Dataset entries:
*** Begin section ***
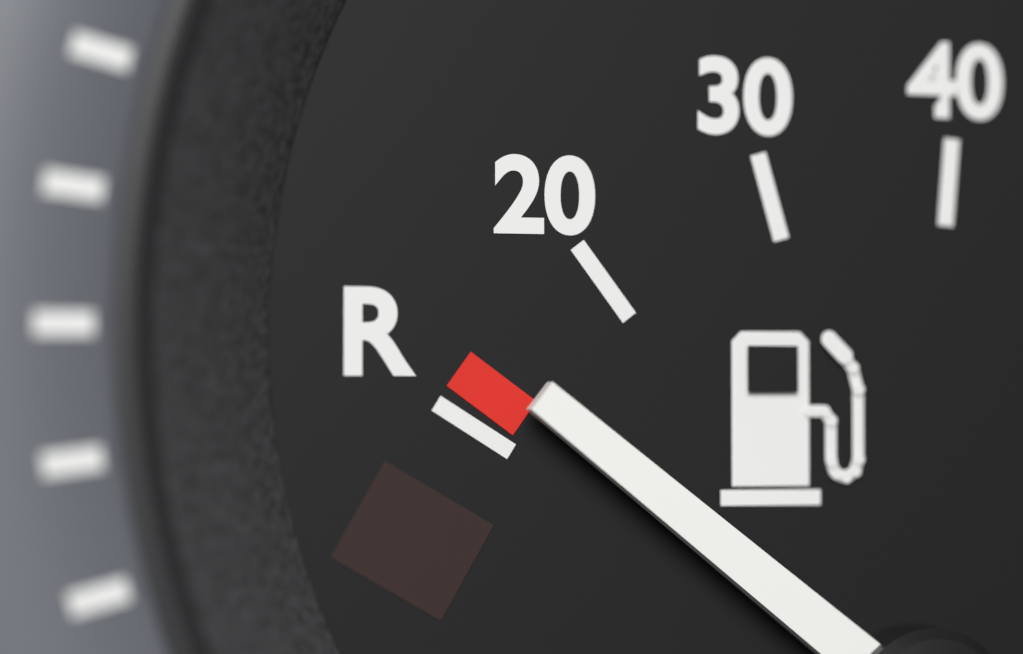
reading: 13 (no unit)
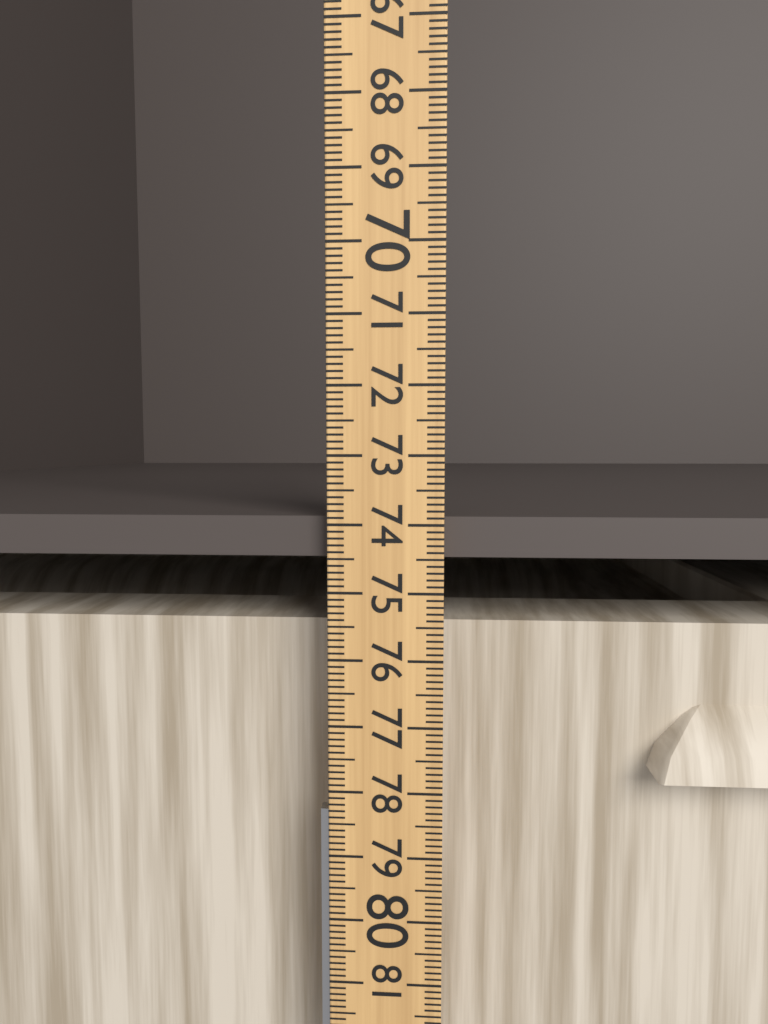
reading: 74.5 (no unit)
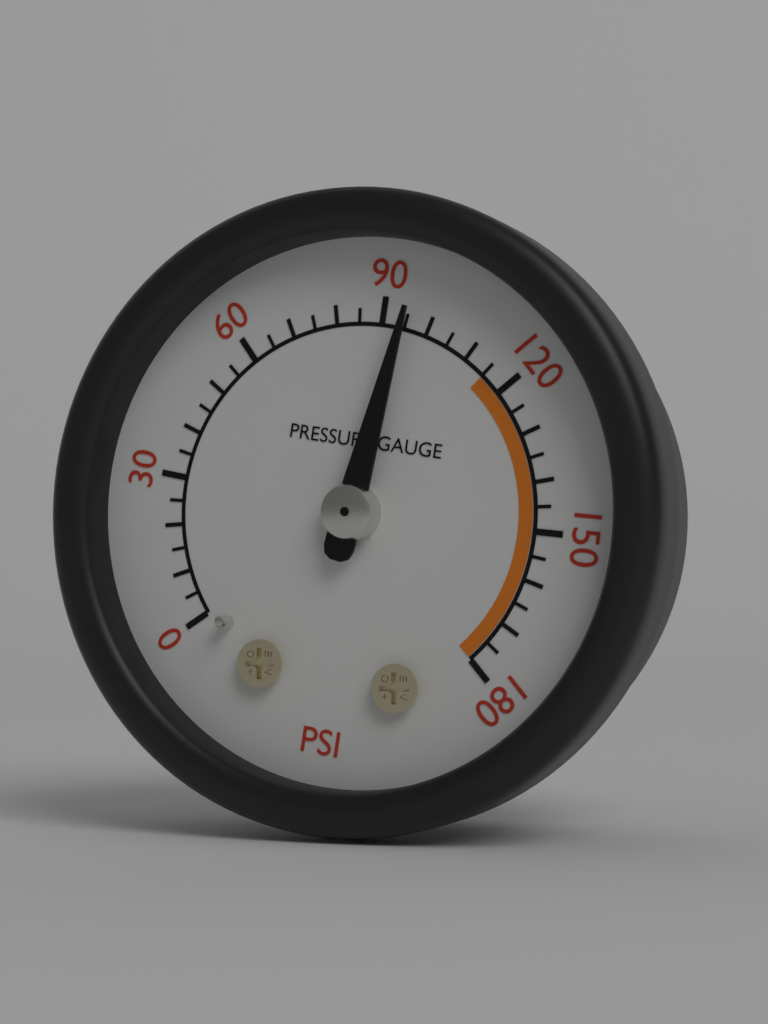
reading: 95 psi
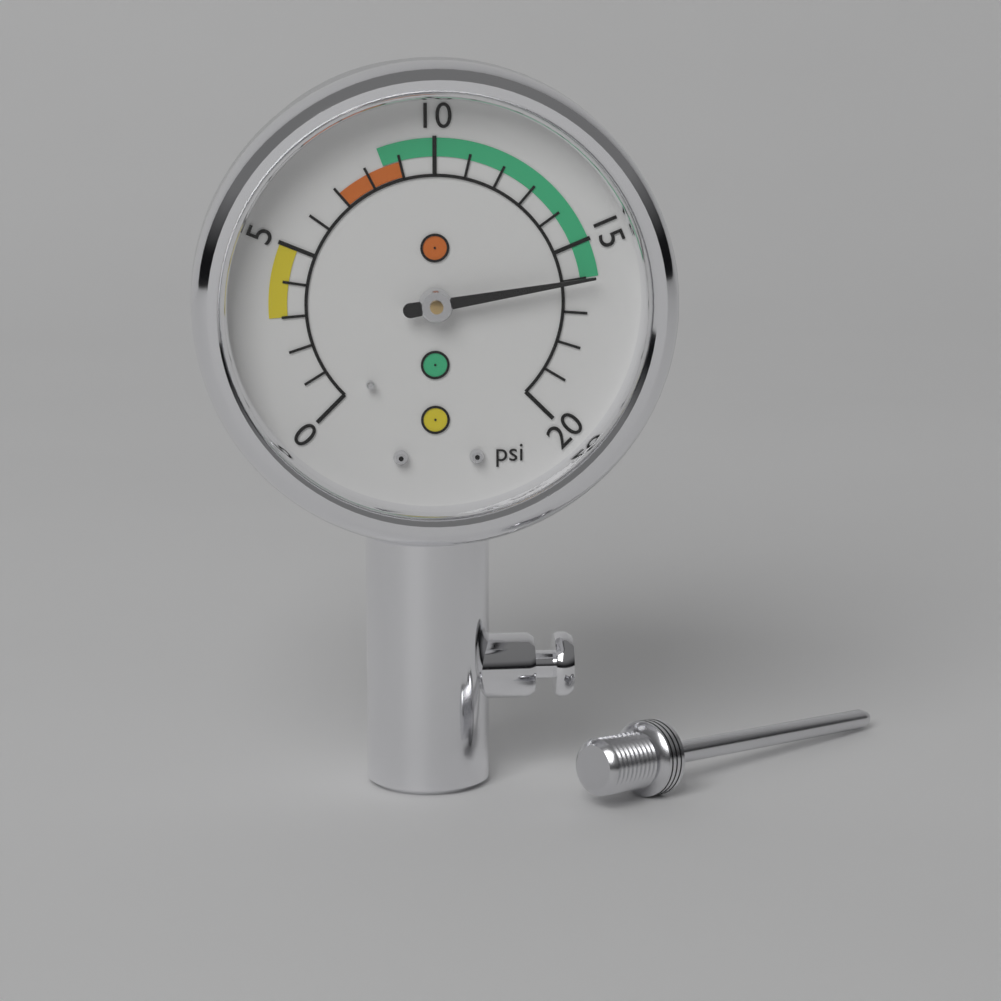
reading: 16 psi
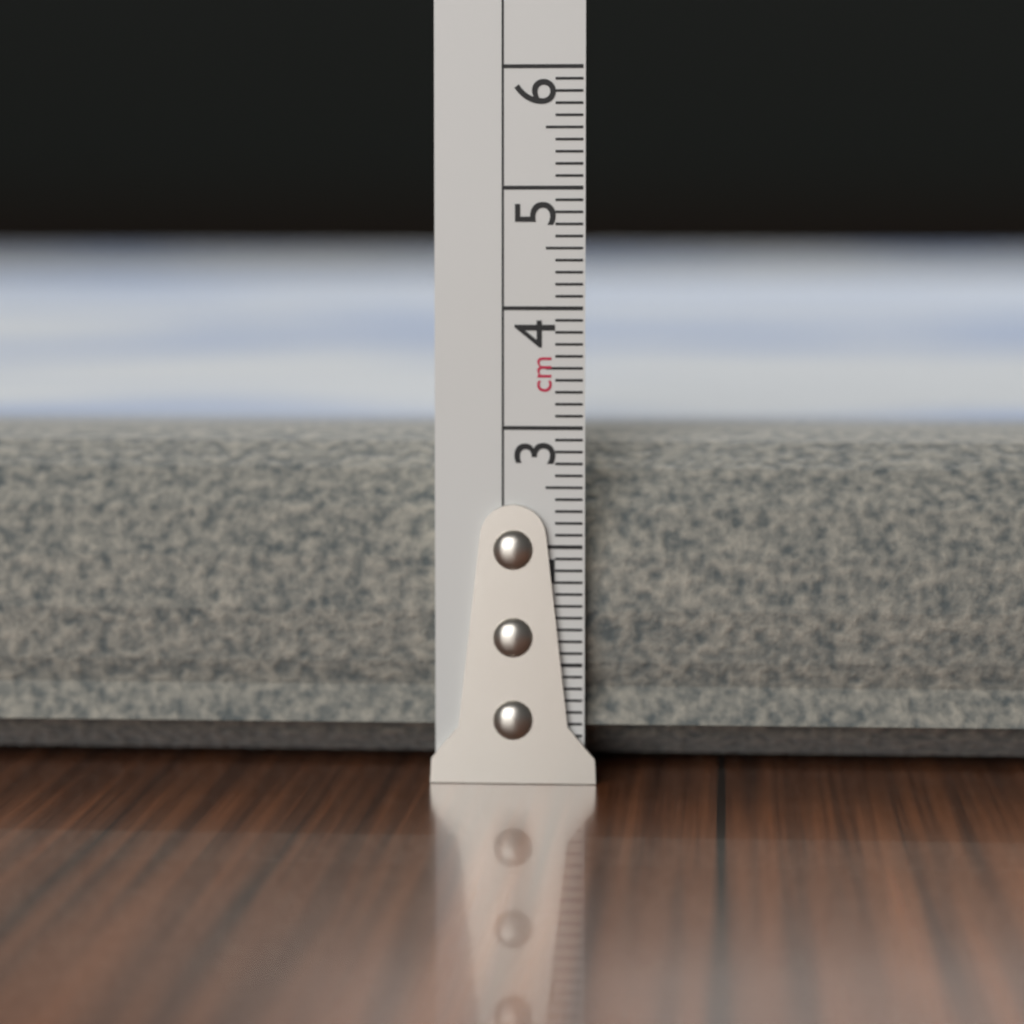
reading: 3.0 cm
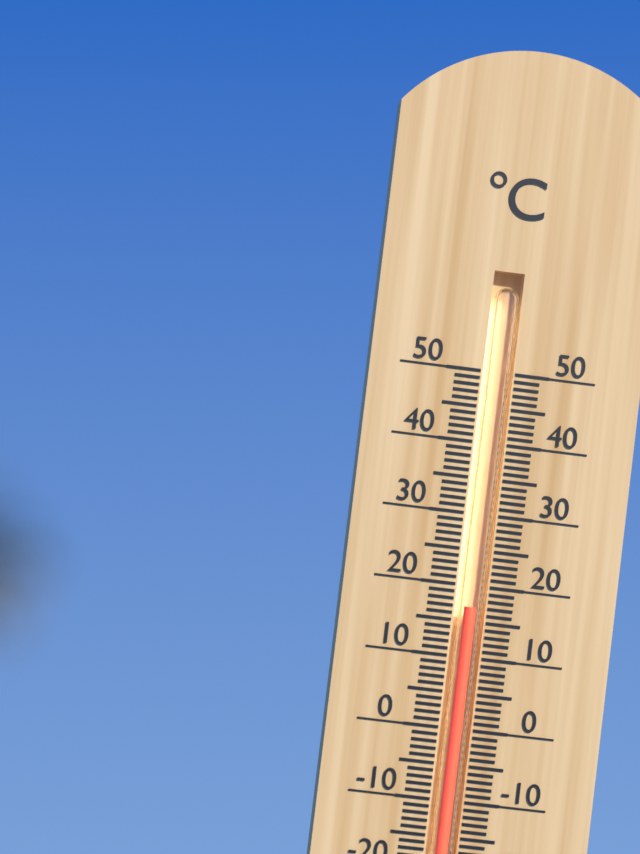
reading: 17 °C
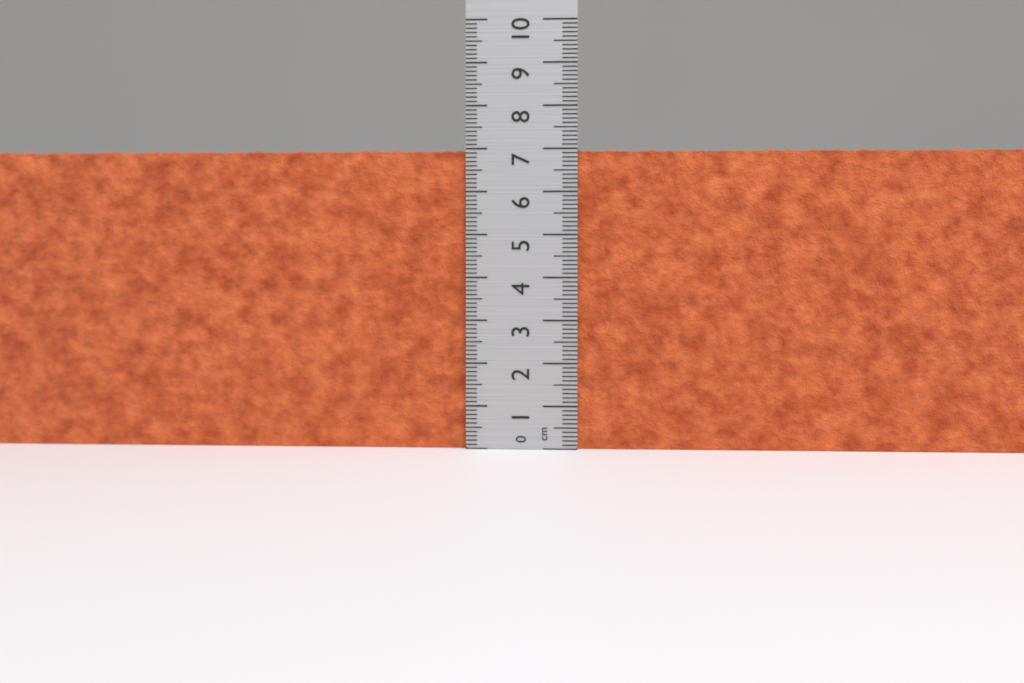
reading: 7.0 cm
*** End section ***
** Exercise directions **
All entries above must be duplicated exactly; please omit any picture they hold.

** Task answer **
reading: 13 (no unit)
reading: 74.5 (no unit)
reading: 95 psi
reading: 16 psi
reading: 3.0 cm
reading: 17 °C
reading: 7.0 cm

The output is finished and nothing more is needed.